I just did that, and typed in "fsck -yf" and let it run.
It gave me the following:
/dev/rdisc0s12
root file system
checking HFS Plus volume
checking Extents Overflow file
Checking Catalog file.
Illegal name
Checking multi-linked files
checking catalog hierarchy
checking extended attributes file
checking volume bitmap
checking volume information
reparing volume
rechecking volume
checking HFS Plus volume
checking extents overflow file
checking catalog file
checking multi-linked files
checking catalog heirarchy
checking extended attributes file
checking volume bitmap
checking volume information
The volume Macintosh HD was repaired successfully
*FILE SYSTEM WAS MODIFIED***
localhost:/ root# oct 25 18:09:55 lauchd: chown("/var/launchd/0"): read-only file system
after that I typed in "reboot"
it told me "syncing disks. . . killing all processes.
continuing
IOATAControlle device blocking bus.
IOATAController device blocking bus.
IOATA Controller device blocking bus.
IOATAController device blocking bus.
then it rebooted, but its still taking forever to boot up.
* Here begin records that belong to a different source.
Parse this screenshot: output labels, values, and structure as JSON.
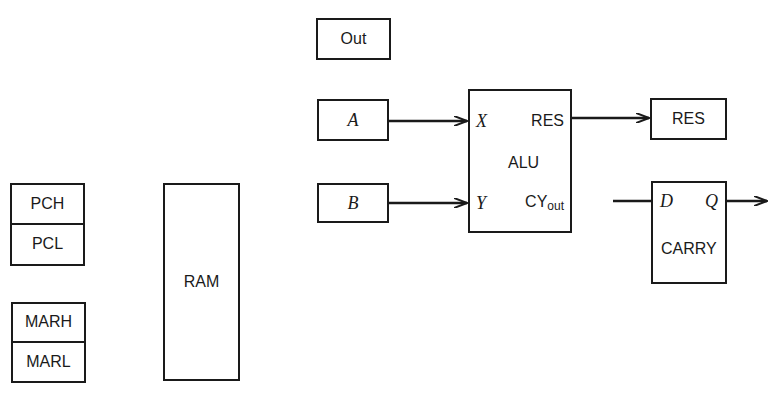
{
  "diagram": {
    "registers": {
      "pc": {
        "high": "PCH",
        "low": "PCL"
      },
      "mar": {
        "high": "MARH",
        "low": "MARL"
      },
      "ram": "RAM",
      "out": "Out",
      "a": "A",
      "b": "B",
      "res": "RES"
    },
    "alu": {
      "title": "ALU",
      "input_x": "X",
      "input_y": "Y",
      "output_res": "RES",
      "output_carry_main": "CY",
      "output_carry_sub": "out"
    },
    "carry_ff": {
      "title": "CARRY",
      "input_d": "D",
      "output_q": "Q"
    },
    "connections": [
      {
        "from": "A",
        "to": "ALU.X"
      },
      {
        "from": "B",
        "to": "ALU.Y"
      },
      {
        "from": "ALU.RES",
        "to": "RES"
      },
      {
        "from": "external",
        "to": "CARRY.D"
      },
      {
        "from": "CARRY.Q",
        "to": "external"
      }
    ],
    "colors": {
      "line": "#1a1a1a",
      "background": "#ffffff"
    }
  }
}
I'm not sure what else to do. Is my HD fudgeed?
 |
ndrake   

| | #2 posted October 25, 2007 at 9:58pm (EDT) |
It's possible the drive is dying. I'd highly recommend you backup those pictures (and anything else) just in case. My old 15" G4 powerbook came with a system test type CD that you could boot from and it would test all the hardware. Do you have one of those? |
Sid_Ceaser   
 
| #3 posted October 26, 2007 at 8:24am (EDT) edited October 26, 2007 at 8:24am (EDT) |
I don't. :(
I got the laptop here on GTZ back in June.
are drives difficult to replace?
 |
ndrake   

| | #4 posted October 26, 2007 at 9:03am (EDT) |
On the 15" model it isn't too tough (see here). Not sure how it may be different for the 12" model. |
Osiris 
| | #5 posted October 26, 2007 at 5:49pm (EDT) |
do you have a lot of icons on the desktop, pictures, etc?
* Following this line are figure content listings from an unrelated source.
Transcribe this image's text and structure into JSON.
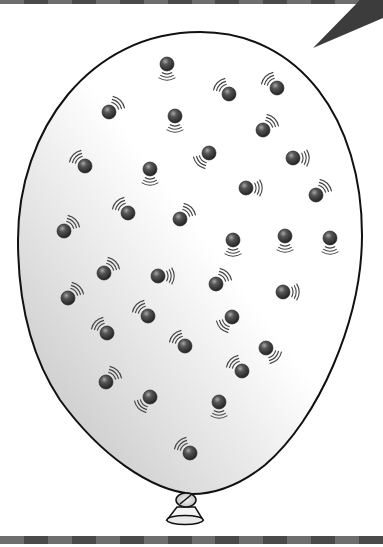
{
  "illustration": {
    "subject": "balloon filled with moving gas particles",
    "colors": {
      "background": "#ffffff",
      "balloon_outline": "#111111",
      "balloon_fill_light": "#ffffff",
      "balloon_fill_shade": "#c9c9c9",
      "particle": "#3a3a3a",
      "particle_highlight": "#9a9a9a",
      "motion_lines": "#444444",
      "pointer_triangle": "#3c3c3c",
      "band_dark": "#4a4a4a",
      "band_mid": "#6e6e6e"
    },
    "particles": [
      {
        "x": 167,
        "y": 64,
        "dir": "down"
      },
      {
        "x": 229,
        "y": 94,
        "dir": "up-left"
      },
      {
        "x": 277,
        "y": 88,
        "dir": "up-left"
      },
      {
        "x": 109,
        "y": 112,
        "dir": "up-right"
      },
      {
        "x": 175,
        "y": 116,
        "dir": "down"
      },
      {
        "x": 263,
        "y": 130,
        "dir": "up-right"
      },
      {
        "x": 85,
        "y": 166,
        "dir": "up-left"
      },
      {
        "x": 150,
        "y": 169,
        "dir": "down"
      },
      {
        "x": 209,
        "y": 153,
        "dir": "down-left"
      },
      {
        "x": 293,
        "y": 158,
        "dir": "right"
      },
      {
        "x": 246,
        "y": 188,
        "dir": "right"
      },
      {
        "x": 316,
        "y": 195,
        "dir": "up-right"
      },
      {
        "x": 128,
        "y": 213,
        "dir": "up-left"
      },
      {
        "x": 180,
        "y": 219,
        "dir": "up-right"
      },
      {
        "x": 64,
        "y": 231,
        "dir": "up-right"
      },
      {
        "x": 233,
        "y": 240,
        "dir": "down"
      },
      {
        "x": 285,
        "y": 236,
        "dir": "down"
      },
      {
        "x": 330,
        "y": 238,
        "dir": "down"
      },
      {
        "x": 104,
        "y": 273,
        "dir": "up-right"
      },
      {
        "x": 158,
        "y": 276,
        "dir": "right"
      },
      {
        "x": 216,
        "y": 284,
        "dir": "up-right"
      },
      {
        "x": 68,
        "y": 298,
        "dir": "up-right"
      },
      {
        "x": 283,
        "y": 292,
        "dir": "right"
      },
      {
        "x": 148,
        "y": 316,
        "dir": "up-left"
      },
      {
        "x": 232,
        "y": 317,
        "dir": "down-left"
      },
      {
        "x": 107,
        "y": 333,
        "dir": "up-left"
      },
      {
        "x": 185,
        "y": 346,
        "dir": "up-left"
      },
      {
        "x": 266,
        "y": 348,
        "dir": "down-right"
      },
      {
        "x": 242,
        "y": 371,
        "dir": "up-left"
      },
      {
        "x": 106,
        "y": 382,
        "dir": "up-right"
      },
      {
        "x": 150,
        "y": 397,
        "dir": "down-left"
      },
      {
        "x": 219,
        "y": 402,
        "dir": "down"
      },
      {
        "x": 190,
        "y": 453,
        "dir": "up-left"
      }
    ],
    "particle_count": 33
  }
}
Have you run disk first aid under OSX?
Any strange clicking or other drive noises?
Likely there is something from the picture taking session interfering with regular startup, are certain applications set
to boot on startup? Machine run normally after startup?
I would be more likely to think a software rather than a hardware issue. My experience has been that
sick drives clearly die at least once if not finally, and then can be temporarily fixed. |
Sid_Ceaser   
 
| | #6 posted October 26, 2007 at 7:40pm (EDT) |
Hardly any icons on the desktop. Four folders and the hard drive icon (now just the hard drive icon - deleted everything).
I've run first aid twice yesterday. Nothing seemed to have been fixed.
It isn't "clicking" like my iPod once did when the hard drive went, but it makes lots of little noises while its trying to power up.
Machine chugs along after startup, even after I deleted the Canon EOS utilities software that I was using with the camera (this is the first time this issue has happened after shooting tethered about 15 times in various situations)
After it powred up yesterday it sat for a few minutes and then when the screensaver goes on (when the screen darkens a bit) it gave me an error thingy and all these crazy strings and words were all mushed against the screen. Its hard to explain.
 |
Osiris 
| | #7 posted October 27, 2007 at 11:29am (EDT) |
When you ran first aid, any directory errors noted/fixed?
Can you start up with a DVD/CD or an external Drive? Assuming that you have a bootable OSX device.
If so, can you reinstall OSX from either? |
nihon   
 
| | #8 posted October 28, 2007 at 11:05am (EDT) |
I had a faulty logic board in my laptop that was causing all sorts of weird errors. I replaced the hard drive first, and that didn't fix anything so i replaced the logic board. Everything is peachy now. Mine is a larger iBook, though.
--
-- Apple/Mac Forum
-- Utah Speculative Fiction Council |
Sid_Ceaser   
 
| | #9 posted October 28, 2007 at 6:58pm (EDT) |
what does a logic board do?
Pardon my stupidity - computers aren't something I understand easily.
 |
nihon   
 
| | #10 posted November 1, 2007 at 10:00pm (EDT) |
A logic board is what Apple calls the motherboard.